Oh, Phish is a fascinating thing.
Dude, the gra- you know The Sphere in Vegas?
Yes.
That giant globe.
Yes.
The whole ceiling is all LCD or-
Completely-
... LED. What kind of screen is it?
I don't know.
Some-
L- LED?
LED, I would think.
Whatever the best shit is. Yeah.
It's like a billion-dollar building.
Yeah.
But the screens on the ceiling, so Phish utilizes these for all these, like, crazy, trippy-
Yeah.
... psychedelic images, and so while the show is going on people are just like, "Wow."
Yeah.
It's like the greatest fucking thing I've ever seen in my life.
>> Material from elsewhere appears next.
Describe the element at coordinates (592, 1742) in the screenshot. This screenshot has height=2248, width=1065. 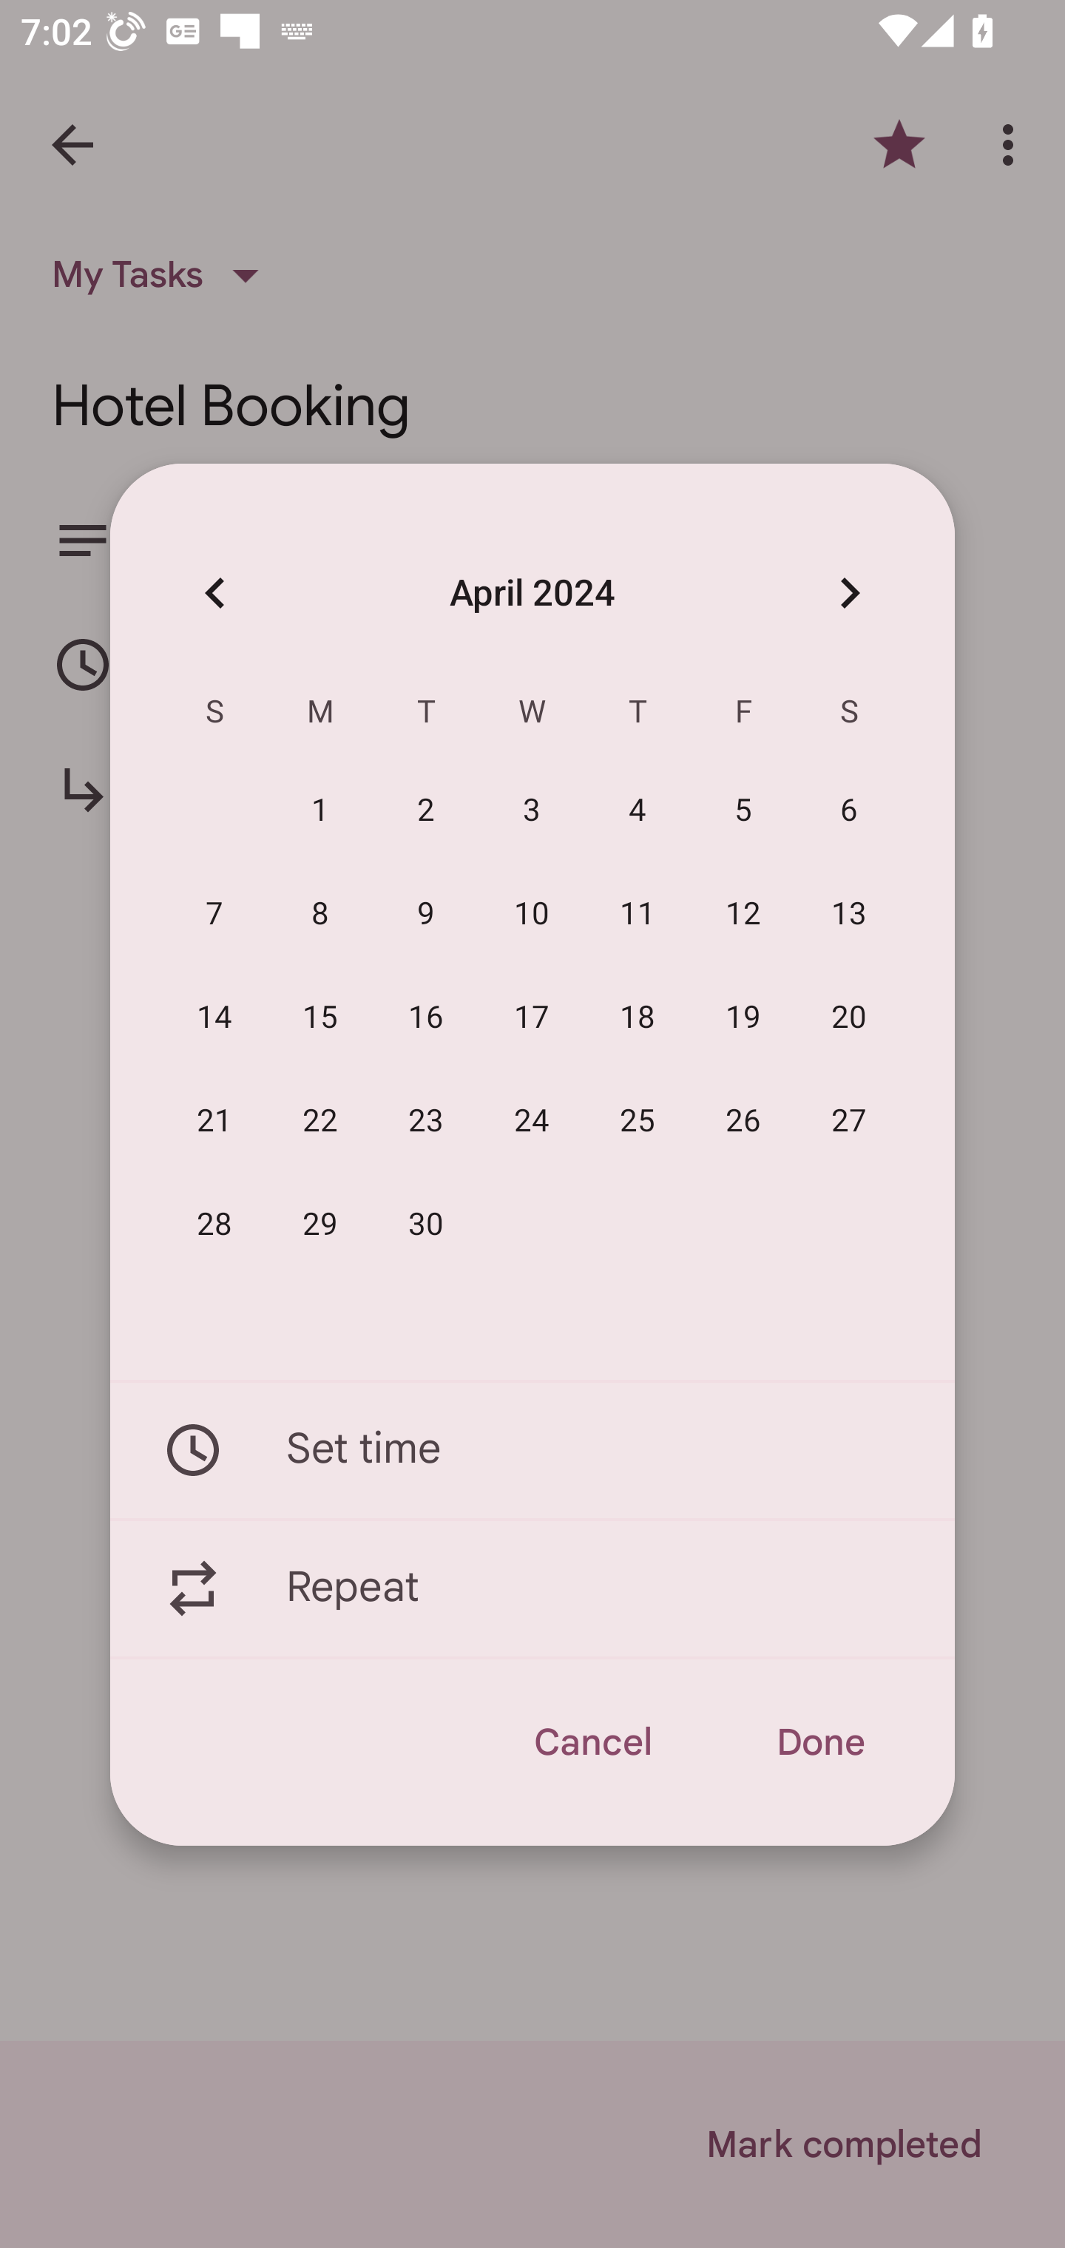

Look at this.
Oh, that's-
That's the ceiling.
... awesome.
That's the ceiling.
Oh, that's great.
It's incredible.
Doing shrooms and then going to that show.
Yeah.
What a party.
I mean, they, they're doing a residency so I guess they're doing, uh, six, uh, S- Sphere shows. Uh, check out these, some of the other ones I sent you, Jamie, 'cause-
I gotta get up more.
... I, I sent you quite a few. They're all different. One of them is a dog, a dog that's like licking-
Oh.
... like licking the screen.
I need to see this. I did not know how big Phish was. I didn't know it was big at all.
Yeah.
But they have such a massive cult following.
They do.
They sell out everywhere.
Yeah, it's like The Dead. It's, it's basically the same k- it's like a new generation-
Yeah.
... of The Grateful Dead.
And, um, I, growing up I was aware of The Grateful Dead. Phish, I was doing a c- a show in Atlantic City and then the guy that was booking it was like, "I don't know, man. It's tough. Phish is here this weekend. The whole city's..." And I was like, "What? Phish? P, the one with the fish? P-H?"
(laughs)
"Phish?" And he goes like, "Yeah, they're huge."
They're huge.
"And then people follow them."
I, uh, had a buddy of mine, his girlfriend was really into Phish and I just didn't get it.
Yeah, I've never heard a single song.
And so I was like, "What, what are you talking about?" Like, "What's the big deal?" Like, look at this one.